“The Jumblies: An Elegy,” by Daisy Fried

Poetry faculty member Daisy Fried was recently featured in At Length. Read an excerpt of Fried’s poem “In Her Room. My Mother is Dead.” below:

The Jumblies
An Elegy

3. In Her Room. My Mother is Dead.

In her room with the blackened light,
what the girl sings:
And the ship the black freighter
disappears out to sea
and on it is me

then switches off from Blitzstein/Brecht to Edward Lear:
And everyone cried, ‘you’ll all be drowned!’
royal blue rubber glove drowning
her hand, singing now and turning poem
to slow low blues. She sings when interested
and happy. They called aloud ‘Our Sieve ain’t big.
But we don’t care a button
we don’t care a fig in a sieve we’ll go to sea.

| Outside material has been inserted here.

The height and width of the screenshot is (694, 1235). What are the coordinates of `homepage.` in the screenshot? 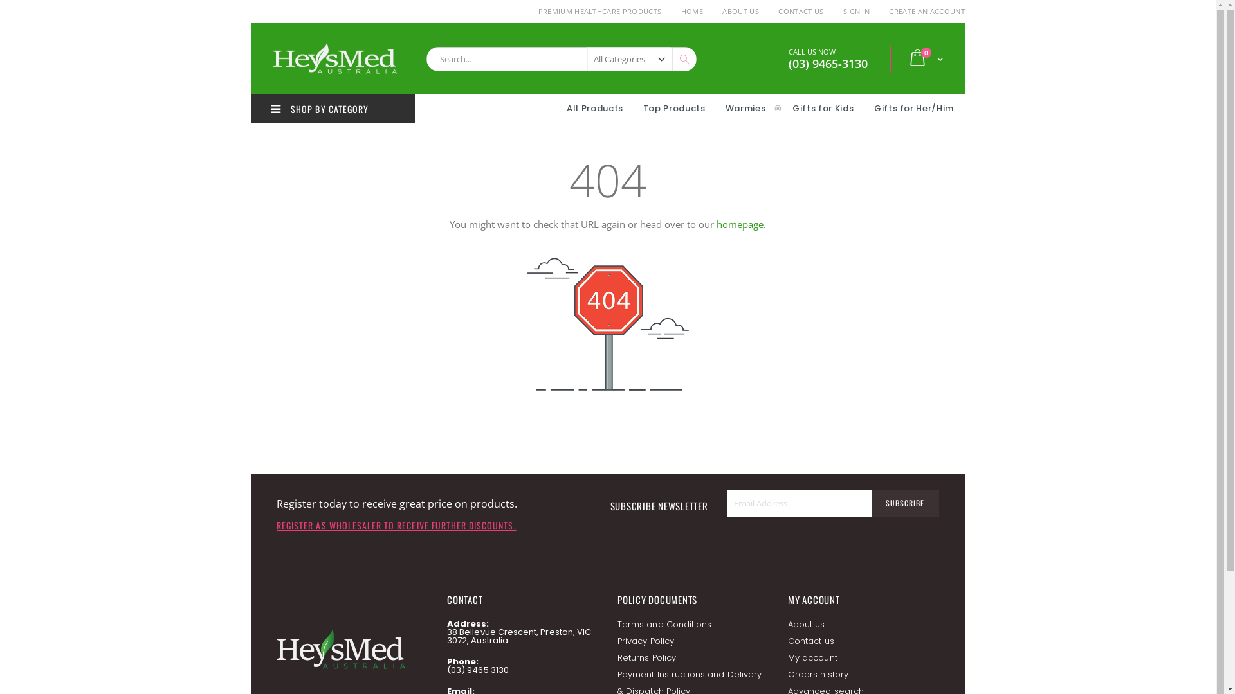 It's located at (741, 224).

What she does: slides the screen off the top of the tank.
Far and few far and few are the lands where the Jumblies live
slow jam slows Their heads are green
and their hands are blue and they went to sea in a sieve.

What Heather does: smites head at the girl’s blue finger.
And mouse: spreads Heather’s maw.
What glove does: when the girl flings it, hangs deflated
over the trash can edge.
Weather: sultry summer.
Windows: up.
Cat: spreads its little knives against the snake tank.